I dreamed that I was infiltrating a school run by awful, terrible people with the intent to cause havok and mayhem. I was appropriately student-aged, so this wasn't terribly difficult. I had the help of a talking mouse (or maybe we enlisted the talking mouse after we were already in the school; I don't remember) and several kids unfortunate enough to be students at the school. After a period of waiting and planning, we developed a scheme in which I would take the mouse with me to an all-school assembly and let him loose at some particularly boring part. He would scamper across the floor at an opportune moment and then make his way to a pre-arranged spot where one of the conspirators would pick him up and get him away to safety. This plan worked excellently the whole way to the "go to the boring assembly" part. I had the mouse sitting somewhere discrete (the top of my boots, hidden by my skirt, maybe), but when I looked to tell him to scamper, he wasn't there. I spent the rest of the assembly alternately being worried about him/wondering if he was okay and being unhappy that we now had to sit through the entire assembly for no reason whatsoever. And it actually turned out to be more than the entire assembly, because the evil principal lady had some announcement she wanted to make to a particular group of students, and that group contained my friends and the group of students I was ostensibly in.

All I remember about my dream this morning is that it had something to do with Moodle. I hope I don't make a habit of that; dreams can be so much more interesting.
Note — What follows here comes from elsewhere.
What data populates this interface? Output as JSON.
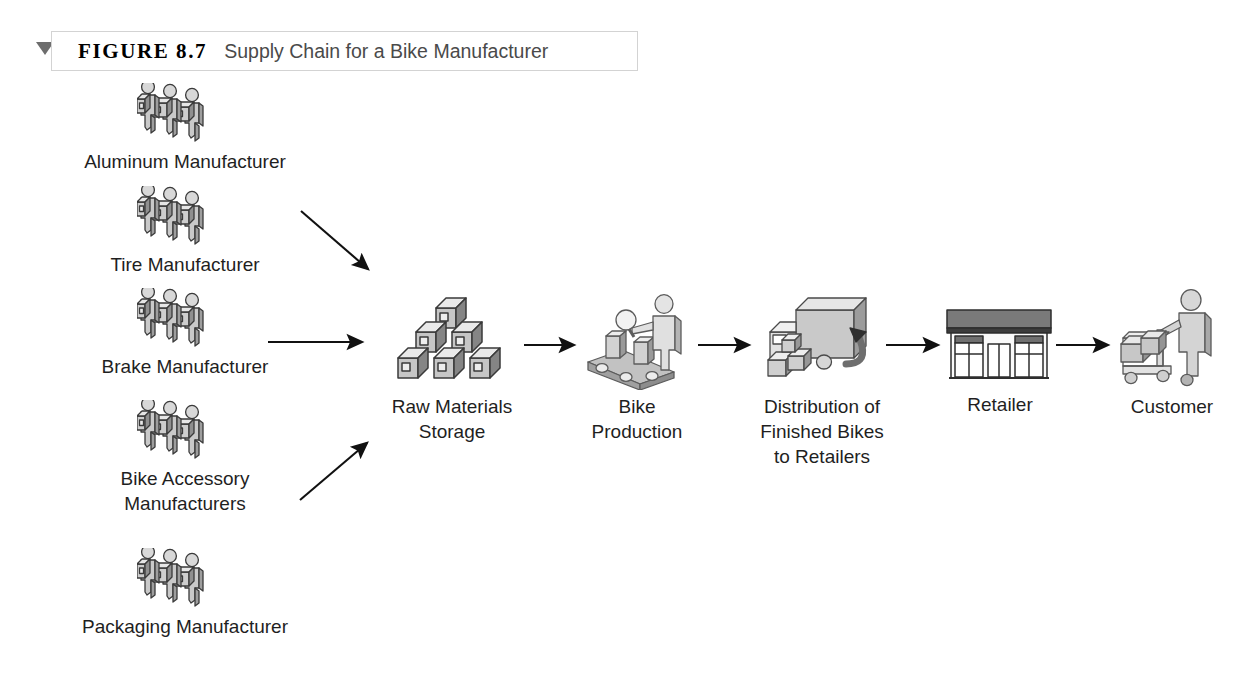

And as for the other aspect of Miriam-land that frequently winds up on this lj, over this past week, I've read Hilari Bell's The Wizard Test and Tasha Alexander's And Only to Deceive.

The Wizard Test
When I first picked this book up, my impression was that it was a somewhat original idea that would come to a fairly predictable ending, but as the book progressed, I became more and more impressed. I really like the way she handled a typically honorable character with a set-in-stone code of morality faced with the shades of gray that we face in the real world. Towards the end of the book, I wasn't even what the honorable path was, much less the right one, which is pretty impressive for a book that Amazon recommends for ages 9-12.

And Only to Deceive
I really enjoyed the heroine's character/sense of humor. Particularly in the first part of the book, I sometimes found myself laughing aloud (which doesn't often happen; I read in public places frequently enough that I tend to be restrained). It did get a bit tedious about a third of the way in, when she was being romantically ridiculous, but then the plot picked up and events changed such that she wasn't quite so ridiculous and I stopped being annoyed at her.